VSU Lecture Focuses on Georgia's Immigration Law

September 15, 2011
11-151

Jessica Pope
Communications and Media Relations Coordinator

VSU Lecture Focuses on Georgia's Immigration Law

VALDOSTA --Valdosta State University’s Women’s and Gender Studies Program will tackle the controversial topic of illegal immigration during the first in a series of lectures at 6 p.m. on Monday, Sept. 19, in the Student Union Theater. Faculty, staff, students and the general public are invited to attend.

“The Women’s and Gender Studies Program is an interdisciplinary field of scholarship devoted to the study of women and gender as a social construction, one that intersects with class, race, age, ethnicity, nationality, sexual orientation, and sexual identity,” said Dr. Tracy Woodard-Meyers, program director. “Our faculty and students are both scholars and feminist activists, pursuing intellectual work and achievement with a vision of social justice. We do these lectures to bring awareness concerning inequalities and other injustices that are occurring in our society.”

During Monday’s lecture, “Borders, Immigrants and National Values: Shaping Immigration Policy to Benefit Everyone,” West Cosgrove, executive director of Project Puente in El Paso, Texas, will address why immigrants come to the United States, why they often come illegally, whether or not they take jobs from U.S. citizens, and more. He will speak for about an hour and then there will be a “talk-back” session allowing audience members the opportunity to ask questions or make comments. Woodard-Meyers said that students who studied on the Mexico-El Paso border with her this past summer will share what they saw and learned while researching and studying on the border and more.

Cosgrove previously spoke at VSU on this topic during the fall of 2010. He has been involved in Latin American social and political activism for nearly three decades and lived and worked for seven years in Barquisimeto, Venezuela, helping to develop a food cooperative and a local newspaper in an economically poor neighborhood.

Gov. Nathan Deal signed the Illegal Immigration Reform and Enforcement Act of 2011, House Bill 87, into law on May 13, and the new law took effect on July 1.

“It is considered one of the nation’s toughest immigration measures in the country,” she added. “U.S. District Judge Thomas Thrash Jr. granted a preliminary injunction temporarily enjoining two key provisions of the state’s restrictive immigration law ... Georgia’s farming industry, meanwhile, is taking a hit as a result of HB 87 with reports of thousands of undocumented farm laborers fleeing the state. One survey estimates that there are already 11,080 vacant farm positions in Georgia that need to be filled. Georgia Agribusiness Council said farms have lost $300 million to date and could lose up to $1 billion if they can’t find reliable farm workers. We have a large migrant farm worker Hispanic population in Echols County who are underpaid and overworked to ensure that we have food … The injustices that farm workers and other immigrants continue to face in our society is an atrocity. We need immigration reform that is humane and just. Therefore, we want to educate folks in our area about our new immigration laws and how this is impacting our community and our society as a whole.”

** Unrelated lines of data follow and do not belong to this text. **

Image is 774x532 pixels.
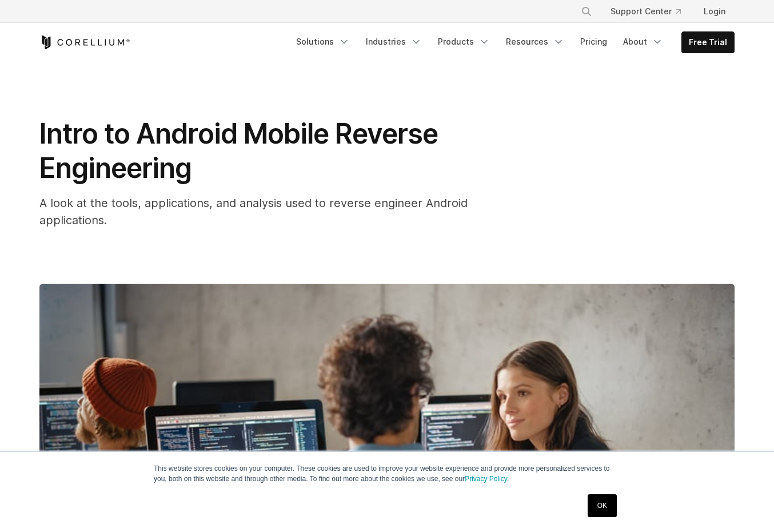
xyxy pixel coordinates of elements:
a: Corellium Home [39,36,130,49]
a: About [617,31,670,52]
span: A look at the tools, applications, and analysis used to reverse engineer Android applications. [39,196,468,227]
a: Privacy Policy. [465,475,509,482]
span: Intro to Android Mobile Reverse Engineering [39,117,438,185]
a: Solutions [289,31,357,52]
div: Navigation Menu [289,31,735,53]
a: OK [588,494,617,517]
a: Support Center [602,1,690,22]
a: Login [695,1,735,22]
a: Resources [499,31,571,52]
a: Pricing [574,31,614,52]
p: This website stores cookies on your computer. These cookies are used to improve your website expe... [154,463,620,484]
a: Industries [359,31,429,52]
button: Search [576,1,597,22]
a: Free Trial [682,32,734,53]
a: Products [431,31,497,52]
div: Navigation Menu [567,1,735,22]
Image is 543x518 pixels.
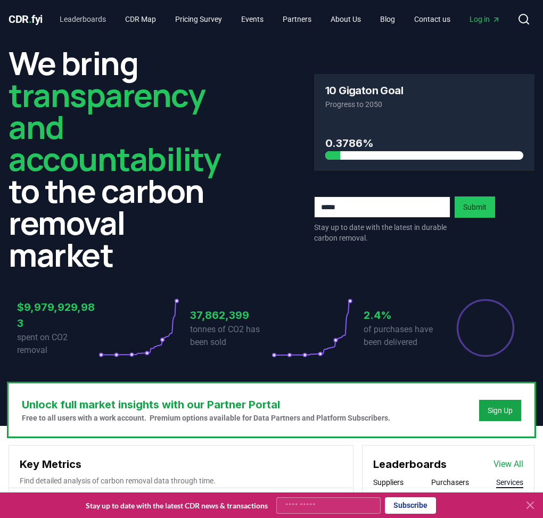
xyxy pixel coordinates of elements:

Through Project Puente (www.projectpuente.org), Cosgrove seeks “to work toward a more just world, specifically along the border between the United States and Mexico, through educational and spiritual programs and relationship-building opportunities offered primarily in the border community of El Paso, Texas, and Ciudad Juarez, Chihuahua, Mexico.” The nonprofit organization builds bridges of friendship through border immersion trips; talks and workshops on global economics and immigration, the current drug violence, and fair trade; a unique Spanish language immersion program; and more.